The primacy of man
A passionate defence of the human being who today is undervalued by a culture that reduces him to “cog in a productive and financial mechanism that towers over him”; addressing the participants in the Plenary Assembly of the Pontifical Council for Justice and Peace – whom he received in Audience on Monday morning, 3 December, in the Consistory Hall – Benedict XVI enlisted the Church’s social doctrine to vigorously reaffirm the truth about man, exalting his primacy as “constitutively transcendent” in comparison with all “other earthly beings and goods”.

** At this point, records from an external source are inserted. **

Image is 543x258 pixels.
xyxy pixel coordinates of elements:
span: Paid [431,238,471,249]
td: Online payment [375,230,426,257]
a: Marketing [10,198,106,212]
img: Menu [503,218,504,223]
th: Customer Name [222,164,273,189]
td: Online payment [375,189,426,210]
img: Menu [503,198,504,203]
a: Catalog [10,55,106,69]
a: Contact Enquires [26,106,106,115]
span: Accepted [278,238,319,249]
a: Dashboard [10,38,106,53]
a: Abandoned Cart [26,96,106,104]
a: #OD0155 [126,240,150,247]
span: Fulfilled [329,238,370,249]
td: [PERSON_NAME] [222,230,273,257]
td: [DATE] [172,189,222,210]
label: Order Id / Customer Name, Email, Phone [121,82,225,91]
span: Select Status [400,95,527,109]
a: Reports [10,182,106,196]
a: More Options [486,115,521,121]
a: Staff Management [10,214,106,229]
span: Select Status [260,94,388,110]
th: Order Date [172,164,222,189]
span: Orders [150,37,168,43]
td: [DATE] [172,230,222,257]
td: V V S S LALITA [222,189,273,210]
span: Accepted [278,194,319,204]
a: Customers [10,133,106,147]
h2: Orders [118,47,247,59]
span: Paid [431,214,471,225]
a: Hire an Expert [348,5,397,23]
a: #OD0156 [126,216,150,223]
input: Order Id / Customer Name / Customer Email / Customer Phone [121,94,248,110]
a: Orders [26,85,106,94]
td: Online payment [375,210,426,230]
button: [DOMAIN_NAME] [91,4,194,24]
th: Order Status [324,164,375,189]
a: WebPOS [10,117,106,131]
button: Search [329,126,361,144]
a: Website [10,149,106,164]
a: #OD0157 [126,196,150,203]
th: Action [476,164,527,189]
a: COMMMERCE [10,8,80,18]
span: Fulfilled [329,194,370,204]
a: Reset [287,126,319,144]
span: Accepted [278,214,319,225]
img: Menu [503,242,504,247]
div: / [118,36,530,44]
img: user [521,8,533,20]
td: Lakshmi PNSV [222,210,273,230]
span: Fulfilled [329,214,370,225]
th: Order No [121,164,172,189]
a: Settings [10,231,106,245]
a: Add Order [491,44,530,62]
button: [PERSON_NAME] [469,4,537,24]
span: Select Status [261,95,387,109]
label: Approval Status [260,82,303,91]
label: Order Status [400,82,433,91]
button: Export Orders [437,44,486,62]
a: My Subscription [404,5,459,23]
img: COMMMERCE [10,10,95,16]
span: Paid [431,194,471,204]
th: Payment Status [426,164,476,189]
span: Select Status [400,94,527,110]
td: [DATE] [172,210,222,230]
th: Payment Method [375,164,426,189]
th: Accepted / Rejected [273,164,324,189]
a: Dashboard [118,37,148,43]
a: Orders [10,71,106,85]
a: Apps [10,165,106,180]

The Pope clearly denounces a society where, “although the defence of rights has advanced by leaps and bounds in our time, today’s culture, marked among other things by a utilitarian individualism and a technocratic economism, tends to undervalue the person. The latter is conceived of as a “fluid” being, with no lasting consistence. In spite of being immersed in an infinite network of relations and communication the person today often appears paradoxically as an isolated being, because he is indifferent with regard to the constitutive relationship of his being – which is the root of all other relationships – his relationship with God”. Today the human being “is considered in a mainly biological key or as “human capital”, as a ‘resource’”. And although the dignity of the person continues to be proclaimed, new ideologies are being affirmed – and the Pope lists that “of sexual and reproductive rights, or of an immoderate financial capitalism that prevails over politics and takes the real economy apart” – which contribute, increasingly, to perceiving “the dependent worker and his or her work as minor goods, and to undermining the natural foundations of society, especially the family”.
The duty of Christians, the Pontiff says, is to commit themselves to a “new evangelization of society” that can help to “topple modern idols, replace individualism materialistic consumerism and the technocracy with the culture of brotherhood and giving freely, of solidary love”.
An “authority” is necessary, he recalls, citing John XXIII’s Pacem in Terris, which can build a world community “motivated by love for the common good of the human family”. This would mean, he adds, replacing the idea of a “super-power concentrated in the hands of the few, that would dominate all the peoples, exploiting the weakest”, with the concept of an authority understood above all, “as a moral force, a faculty to influence in accordance with reason, namely, as a shared authority, limited by competence and by law”.
The Pope finally concludes by expressing his desire for a serious reflection on the need for a reform of the international financial and monetary system.